Author | : Doug Collins |
Publisher | : |
Total Pages | : 0 |
Release | : 2023-02-09 |
Genre | : |
ISBN | : 9781777295226 |
93% of small businesses miss out on significant tax savings. It's a shame to pay more income than necessary. Don't let yourself be one of them. Get the book and start maximizing your tax write offs and keep more of your hard-earned money.
Author | : Michael Keen |
Publisher | : Princeton University Press |
Total Pages | : 536 |
Release | : 2021-04-06 |
Genre | : Business & Economics |
ISBN | : 0691199981 |
An engaging and enlightening account of taxation told through lively, dramatic, and sometimes ludicrous stories drawn from around the world and across the ages Governments have always struggled to tax in ways that are effective and tolerably fair. Sometimes they fail grotesquely, as when, in 1898, the British ignited a rebellion in Sierra Leone by imposing a tax on huts—and, in repressing it, ended up burning the very huts they intended to tax.
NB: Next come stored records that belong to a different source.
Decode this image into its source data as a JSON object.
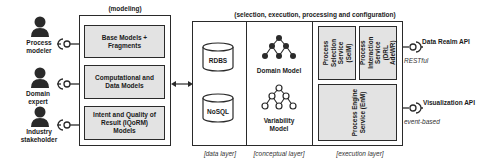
{
  "modeling": {
    "title": "(modeling)",
    "models": [
      {
        "label": "Base Models + Fragments"
      },
      {
        "label": "Computational and Data Models"
      },
      {
        "label": "Intent and Quality of Result (IQoRM) Models"
      }
    ]
  },
  "actors": [
    {
      "label": "Process modeler",
      "icon": "person-icon"
    },
    {
      "label": "Domain expert",
      "icon": "person-icon"
    },
    {
      "label": "Industry stakeholder",
      "icon": "person-icon"
    }
  ],
  "platform": {
    "title": "(selection, execution, processing and configuration)",
    "data_layer": {
      "label": "[data layer]",
      "databases": [
        {
          "label": "RDBS"
        },
        {
          "label": "NoSQL"
        }
      ]
    },
    "conceptual_layer": {
      "label": "[conceptual layer]",
      "models": [
        {
          "label": "Domain Model"
        },
        {
          "label": "Variability Model"
        }
      ]
    },
    "execution_layer": {
      "label": "[execution layer]",
      "services": [
        {
          "label": "Process Selection Service (SelM)"
        },
        {
          "label": "Process Interaction Service (DRL AdeWR)"
        },
        {
          "label": "Process Engine Service (EnM)"
        }
      ]
    }
  },
  "apis": [
    {
      "label": "Data Realm API",
      "protocol": "RESTful"
    },
    {
      "label": "Visualization API",
      "protocol": "event-based"
    }
  ]
}
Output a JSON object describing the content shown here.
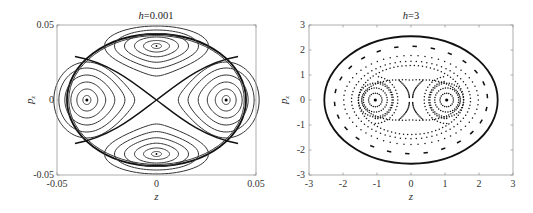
{
  "figure": {
    "panels": [
      {
        "title_var": "h",
        "title_value": "=0.001",
        "xlabel": "z",
        "ylabel": "p",
        "ylabel_sub": "z",
        "xticks": [
          "-0.05",
          "0",
          "0.05"
        ],
        "yticks": [
          "0.05",
          "0",
          "-0.05"
        ]
      },
      {
        "title_var": "h",
        "title_value": "=3",
        "xlabel": "z",
        "ylabel": "p",
        "ylabel_sub": "z",
        "xticks": [
          "-3",
          "-2",
          "-1",
          "0",
          "1",
          "2",
          "3"
        ],
        "yticks": [
          "3",
          "2",
          "1",
          "0",
          "-1",
          "-2",
          "-3"
        ]
      }
    ]
  },
  "chart_data": [
    {
      "type": "line",
      "subtype": "phase_portrait",
      "title": "h=0.001",
      "xlabel": "z",
      "ylabel": "p_z",
      "xlim": [
        -0.05,
        0.05
      ],
      "ylim": [
        -0.05,
        0.05
      ],
      "xticks": [
        -0.05,
        0,
        0.05
      ],
      "yticks": [
        -0.05,
        0,
        0.05
      ],
      "grid": false,
      "boundary": {
        "shape": "ellipse",
        "a": 0.045,
        "b": 0.044
      },
      "fixed_points": [
        {
          "z": -0.035,
          "p": 0,
          "type": "center"
        },
        {
          "z": 0.035,
          "p": 0,
          "type": "center"
        },
        {
          "z": 0,
          "p": 0.036,
          "type": "center"
        },
        {
          "z": 0,
          "p": -0.036,
          "type": "center"
        },
        {
          "z": 0,
          "p": 0,
          "type": "saddle"
        }
      ],
      "style": "continuous solid curves"
    },
    {
      "type": "scatter",
      "subtype": "poincare_section",
      "title": "h=3",
      "xlabel": "z",
      "ylabel": "p_z",
      "xlim": [
        -3,
        3
      ],
      "ylim": [
        -3,
        3
      ],
      "xticks": [
        -3,
        -2,
        -1,
        0,
        1,
        2,
        3
      ],
      "yticks": [
        -3,
        -2,
        -1,
        0,
        1,
        2,
        3
      ],
      "grid": false,
      "boundary": {
        "shape": "ellipse",
        "a": 2.55,
        "b": 2.55
      },
      "fixed_points": [
        {
          "z": -1.05,
          "p": 0,
          "type": "center"
        },
        {
          "z": 1.05,
          "p": 0,
          "type": "center"
        },
        {
          "z": 0,
          "p": 0,
          "type": "saddle"
        }
      ],
      "style": "dotted invariant curves"
    }
  ]
}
Sometimes they succeed astonishingly, as when, in eighteenth-century Britain, a cut in the tax on tea massively increased revenue. In this entertaining book, two leading authorities on taxation, Michael Keen and Joel Slemrod, provide a fascinating and informative tour through these and many other episodes in tax history, both preposterous and dramatic—from the plundering described by Herodotus and an Incan tax payable in lice to the (misremembered) Boston Tea Party and the scandals of the Panama Papers. Along the way, readers meet a colorful cast of tax rascals, and even a few tax heroes. While it is hard to fathom the inspiration behind such taxes as one on ships that tended to make them sink, Keen and Slemrod show that yesterday’s tax systems have more in common with ours than we may think. Georgian England’s window tax now seems quaint, but was an ingenious way of judging wealth unobtrusively. And Tsar Peter the Great’s tax on beards aimed to induce the nobility to shave, much like today’s carbon taxes aim to slow global warming. Rebellion, Rascals, and Revenue is a surprising and one-of-a-kind account of how history illuminates the perennial challenges and timeless principles of taxation—and how the past holds clues to solving the tax problems of today.